Cesira living together is a choice. Having a child is a choice. If you don’t want the potential consequences, don’t do it
Yes. You are making the choice the live together as opposed to choosing to enter into a contract.
If we have arrived at the point where so many do not realise that living together with a child in common does not create a legal commitment it is also possible for a situation to arise where people do not realise that if they do not leave within a cut off point they are entering into a legal contract.
Those that do realise it might create a phenomenon of leaving and returning (with the resultant instability for their partner/kids) to avoid a continuous period of co-habitation changing their commitment status.
Plus a potentially not inconsiderable number of non-primary caregivers who will walk out the day before they become liable for more than they are willing to give. That has the capacity to increase the number of partners a serial monogamist clocks up and creates children, then leaves with over their lifetime.
Additionally I know lots of people who have lived together for years, whose children are now grown, who continue to live together, love each other and continue to provide the stability their children have long enjoyed via their solid union. I see no reason to arm twist those people into a legally binding contract they actively do not want, or force them to live apart in order to avoid it. We have moved on from shotgun weddings being foistered on people, I see no benefit to returning to something not so dissimilar in the form of contracts that are not actively sought, or desired by the participants.
Women in particular can wind up trapped in a shared home, via economic disadvantage and/or abusive behaviours. I cannot support a policy that would have them sleepwalking into a legal contract with somebody that they do not actively choose to enter into a legal commitment with, but instead passively slide into because they are hamstrung, or too disoriented/disadvantaged to avoid.
I agree with you that what has become socially acceptable has effectively stripped by the back door the primary caregiver (of any shared children) of protections they could previously rely on. That should be tackled head on. It is perfectly possible to have good and valid reasons for being opposed to marriage/civil union. It is also perfectly possible for people to espouse those same reasons simply because they wish to camouflage their (or their partner's) antipathy for committing to their current partner, regardless of what that means for the other person in the relationship.
Which is why I have agreed with the OP's point about raising awareness of the different legal status of living together v marriage for the last 15 years. But I don't think we can effect real change by tinkering with the law, which is unlikely to resolve the issue it sets out to resolve, and has the potential for a whole host of unwanted, unintended consequences.
What would be more effective, and fairer to those who have ethical/philosophical objections to marriage/civil partnership, would be to achieve real clarity in the public's mind as to what the legal ramifications are of having children outside of making a freely chosen, active commitment to each other.
And rendering it at least as socially acceptable ("cool" if you like) to insist on commitment before children, as it is to have children first and postpone legal commitment between the parents.
I think the campaign will have to be a lot more high profile, and far better funded than any of the efforts that I have seen thus far.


EXERCISE DESCRIPTION:
Below are records; reproduce exactly the lines from the one that has "List UI elements" through the one that has "localize each UI", ends included, and nothing more.

MATERIAL FOR THIS EXERCISE:
------------

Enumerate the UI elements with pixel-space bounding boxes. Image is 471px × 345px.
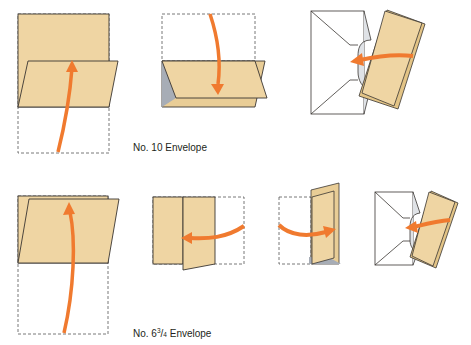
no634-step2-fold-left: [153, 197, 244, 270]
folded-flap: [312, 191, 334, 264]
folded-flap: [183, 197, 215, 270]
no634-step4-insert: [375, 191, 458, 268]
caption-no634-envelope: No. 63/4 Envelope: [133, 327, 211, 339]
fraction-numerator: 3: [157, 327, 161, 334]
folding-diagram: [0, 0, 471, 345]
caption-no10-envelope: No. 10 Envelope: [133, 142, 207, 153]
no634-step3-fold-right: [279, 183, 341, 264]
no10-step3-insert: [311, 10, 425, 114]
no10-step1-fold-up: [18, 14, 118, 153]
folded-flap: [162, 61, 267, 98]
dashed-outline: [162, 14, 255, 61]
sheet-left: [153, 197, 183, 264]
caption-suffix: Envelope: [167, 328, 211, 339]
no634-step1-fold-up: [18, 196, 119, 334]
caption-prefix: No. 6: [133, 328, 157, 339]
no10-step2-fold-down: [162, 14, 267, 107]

------------

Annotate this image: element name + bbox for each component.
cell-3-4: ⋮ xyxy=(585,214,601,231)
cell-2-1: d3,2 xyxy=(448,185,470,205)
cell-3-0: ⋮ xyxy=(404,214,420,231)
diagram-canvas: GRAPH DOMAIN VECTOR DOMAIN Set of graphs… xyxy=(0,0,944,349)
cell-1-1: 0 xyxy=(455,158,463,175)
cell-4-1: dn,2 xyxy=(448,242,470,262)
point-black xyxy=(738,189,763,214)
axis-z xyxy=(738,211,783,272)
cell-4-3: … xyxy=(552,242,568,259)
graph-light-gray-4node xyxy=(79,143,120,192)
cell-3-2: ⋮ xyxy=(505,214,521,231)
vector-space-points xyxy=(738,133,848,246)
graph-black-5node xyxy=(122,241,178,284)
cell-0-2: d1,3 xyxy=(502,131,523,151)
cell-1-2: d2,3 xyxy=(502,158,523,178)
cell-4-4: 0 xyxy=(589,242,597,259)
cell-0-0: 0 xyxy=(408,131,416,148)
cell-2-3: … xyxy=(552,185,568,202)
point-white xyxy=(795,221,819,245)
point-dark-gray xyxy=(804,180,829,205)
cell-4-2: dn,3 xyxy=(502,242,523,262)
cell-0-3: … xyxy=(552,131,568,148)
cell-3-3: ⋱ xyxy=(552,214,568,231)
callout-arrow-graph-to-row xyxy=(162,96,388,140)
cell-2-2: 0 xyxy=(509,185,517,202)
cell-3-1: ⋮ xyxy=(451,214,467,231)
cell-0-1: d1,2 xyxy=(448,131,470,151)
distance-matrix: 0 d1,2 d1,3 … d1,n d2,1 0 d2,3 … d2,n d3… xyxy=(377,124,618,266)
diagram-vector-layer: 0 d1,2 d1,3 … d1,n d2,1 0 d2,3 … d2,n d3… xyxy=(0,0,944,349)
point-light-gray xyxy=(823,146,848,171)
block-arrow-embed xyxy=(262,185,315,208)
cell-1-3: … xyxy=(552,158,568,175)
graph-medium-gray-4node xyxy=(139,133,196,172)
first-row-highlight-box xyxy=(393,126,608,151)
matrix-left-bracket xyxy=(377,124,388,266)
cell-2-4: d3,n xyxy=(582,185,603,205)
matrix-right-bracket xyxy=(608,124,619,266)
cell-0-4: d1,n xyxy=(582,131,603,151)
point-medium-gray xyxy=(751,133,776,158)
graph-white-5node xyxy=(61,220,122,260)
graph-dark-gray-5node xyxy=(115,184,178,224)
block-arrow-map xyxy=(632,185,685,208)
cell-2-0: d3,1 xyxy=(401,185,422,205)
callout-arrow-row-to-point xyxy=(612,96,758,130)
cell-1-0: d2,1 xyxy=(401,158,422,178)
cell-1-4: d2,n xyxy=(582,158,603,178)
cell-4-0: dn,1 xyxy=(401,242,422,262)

------------

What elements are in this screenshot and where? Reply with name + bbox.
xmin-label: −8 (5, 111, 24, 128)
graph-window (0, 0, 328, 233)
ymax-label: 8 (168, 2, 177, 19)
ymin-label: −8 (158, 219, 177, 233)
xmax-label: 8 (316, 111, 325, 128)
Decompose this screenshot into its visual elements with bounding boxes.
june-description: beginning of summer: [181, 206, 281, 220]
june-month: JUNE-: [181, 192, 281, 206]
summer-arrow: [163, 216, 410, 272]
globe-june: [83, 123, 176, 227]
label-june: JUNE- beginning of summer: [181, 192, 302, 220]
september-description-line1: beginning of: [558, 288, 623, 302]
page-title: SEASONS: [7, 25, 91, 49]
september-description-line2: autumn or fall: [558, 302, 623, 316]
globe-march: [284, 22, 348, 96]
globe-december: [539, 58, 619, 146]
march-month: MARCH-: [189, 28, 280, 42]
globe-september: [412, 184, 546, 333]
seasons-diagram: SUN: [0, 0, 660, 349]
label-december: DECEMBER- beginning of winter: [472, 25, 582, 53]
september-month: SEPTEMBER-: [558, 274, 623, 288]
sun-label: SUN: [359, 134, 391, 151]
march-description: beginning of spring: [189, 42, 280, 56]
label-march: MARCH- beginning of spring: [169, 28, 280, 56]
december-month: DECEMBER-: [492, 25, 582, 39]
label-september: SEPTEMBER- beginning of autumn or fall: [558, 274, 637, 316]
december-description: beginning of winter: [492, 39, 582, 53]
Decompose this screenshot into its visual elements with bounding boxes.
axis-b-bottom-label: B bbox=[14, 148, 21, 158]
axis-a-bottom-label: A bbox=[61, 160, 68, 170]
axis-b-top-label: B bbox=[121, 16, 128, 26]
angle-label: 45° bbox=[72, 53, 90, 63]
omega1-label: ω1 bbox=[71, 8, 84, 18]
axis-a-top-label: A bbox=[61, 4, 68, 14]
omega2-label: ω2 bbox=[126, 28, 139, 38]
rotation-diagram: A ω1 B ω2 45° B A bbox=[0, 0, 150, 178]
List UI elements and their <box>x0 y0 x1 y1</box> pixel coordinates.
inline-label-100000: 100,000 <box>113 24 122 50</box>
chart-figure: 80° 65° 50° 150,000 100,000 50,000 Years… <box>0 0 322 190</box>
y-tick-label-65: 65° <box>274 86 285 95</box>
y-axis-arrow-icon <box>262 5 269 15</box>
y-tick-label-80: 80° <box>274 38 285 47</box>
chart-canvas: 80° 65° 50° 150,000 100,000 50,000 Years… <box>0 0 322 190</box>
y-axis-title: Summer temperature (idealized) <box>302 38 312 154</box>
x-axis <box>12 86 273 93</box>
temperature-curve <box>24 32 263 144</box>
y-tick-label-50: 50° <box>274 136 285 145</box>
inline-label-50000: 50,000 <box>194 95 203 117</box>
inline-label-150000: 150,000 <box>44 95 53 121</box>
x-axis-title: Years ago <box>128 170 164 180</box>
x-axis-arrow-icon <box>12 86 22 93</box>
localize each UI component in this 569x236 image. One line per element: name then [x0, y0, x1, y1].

------------

SOLUTION FOR THIS PROBLEM:
List UI elements and their <box>x0 y0 x1 y1</box> pixel coordinates.
inline-label-100000: 100,000 <box>113 24 122 50</box>
chart-figure: 80° 65° 50° 150,000 100,000 50,000 Years… <box>0 0 322 190</box>
y-tick-label-65: 65° <box>274 86 285 95</box>
y-axis-arrow-icon <box>262 5 269 15</box>
y-tick-label-80: 80° <box>274 38 285 47</box>
chart-canvas: 80° 65° 50° 150,000 100,000 50,000 Years… <box>0 0 322 190</box>
y-axis-title: Summer temperature (idealized) <box>302 38 312 154</box>
x-axis <box>12 86 273 93</box>
temperature-curve <box>24 32 263 144</box>
y-tick-label-50: 50° <box>274 136 285 145</box>
inline-label-50000: 50,000 <box>194 95 203 117</box>
inline-label-150000: 150,000 <box>44 95 53 121</box>
x-axis-title: Years ago <box>128 170 164 180</box>
x-axis-arrow-icon <box>12 86 22 93</box>
localize each UI component in this 569x236 image. One line per element: name then [x0, y0, x1, y1].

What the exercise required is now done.